Mr. Bishop reaches the conclusion that:
As people seek out the social settings they prefer — as they choose the group that makes them feel the most comfortable — the nation grows more politically segregated — and the benefit that ought to come with having a variety of opinions is lost to the righteousness that is the special entitlement of homogeneous groups.
We all live with the results: balkanized communities whose inhabitants find other Americans to be culturally incomprehensible; a growing intolerance for political differences that has made national consensus impossible; and politics so polarized that Congress is stymied and elections are no longer just contests over policies, but bitter choices between ways of life.
Hi Yonason,
As someone whose thinking has evolved as well as being raised around differences, I have tried to be tolerant of different perspectives. Unfortunately, I have observed name-calling and judgements cloaked in intellectualism from those who purportedly know better. I suppose I am being hypocritical when I refer to this behavior as the so-called tolerant intolerance of which I am intolerant. I plan on writing about this.💖
I don’t think that’s hypocrisy at all, Darlene. The sages teach: Be deliberate in judgment. They do not say: don’t judge.
We are supposed to make moral judgments, as long as we have all our facts straight first and remain ever-watchful for personal bias.
In my diversity keynote, I suggest that we do away with the word “tolerance” and replace it with “temperance.” It’s interesting to note that in Biblical Hebrew there is no word for tolerance. Why not? Because if something is evil, how can I tolerate it? And if it is not evil, why should I need to?
Rather, we should temper our responses and always speak respectfully and reasonably, even when we are passionate about our cause, and even when others are irrational or inconsistent. Pointing out logical inconsistency in others is not disrespectful, even if it makes them feel uncomfortable. After all, it should.
As always, thanks for your thoughtful remarks.

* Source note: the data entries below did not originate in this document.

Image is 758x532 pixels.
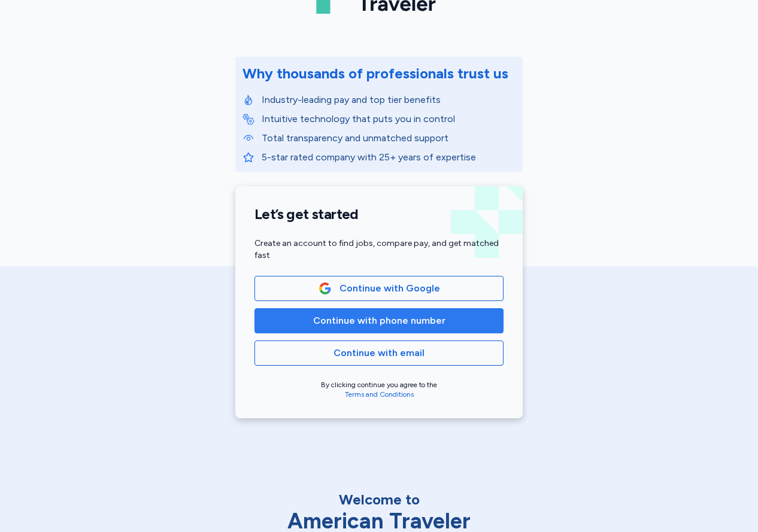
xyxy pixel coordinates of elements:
img: Google Logo [318,282,332,295]
p: Intuitive technology that puts you in control [262,112,515,126]
button: Continue with email [255,340,503,366]
p: 5-star rated company with 25+ years of expertise [262,150,515,165]
div: Welcome to [253,490,505,509]
div: By clicking continue you agree to the [255,380,503,399]
button: Google LogoContinue with Google [255,276,503,301]
p: Total transparency and unmatched support [262,131,515,145]
p: Industry-leading pay and top tier benefits [262,93,515,107]
div: Create an account to find jobs, compare pay, and get matched fast [255,238,503,262]
a: Terms and Conditions [345,390,413,399]
span: Continue with email [333,346,425,360]
h1: Let’s get started [255,206,503,223]
button: Continue with phone number [255,309,503,333]
span: Continue with Google [340,282,440,296]
div: Why thousands of professionals trust us [243,64,508,83]
span: Continue with phone number [313,314,445,328]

Thank you so much, Yonason! Your wisdom is invaluable.💖
Very well written Yonason,
I like the idea of listening to those with opposing views. I respect opinions but find it interesting to see why some people think and chose the way they do. And your right.. we are able to adjust with new perspectives and knowledge every moment of our lives. We can also become more strongly tied to our own ideas when we feel the reasons are weak.
Thank you for this thoughtful piece! “An open mind is the best kind” P
So true, Paula. I love quoting Rabbi Joseph Soliveitchik: All extremism and fanaticism come from a lack of security.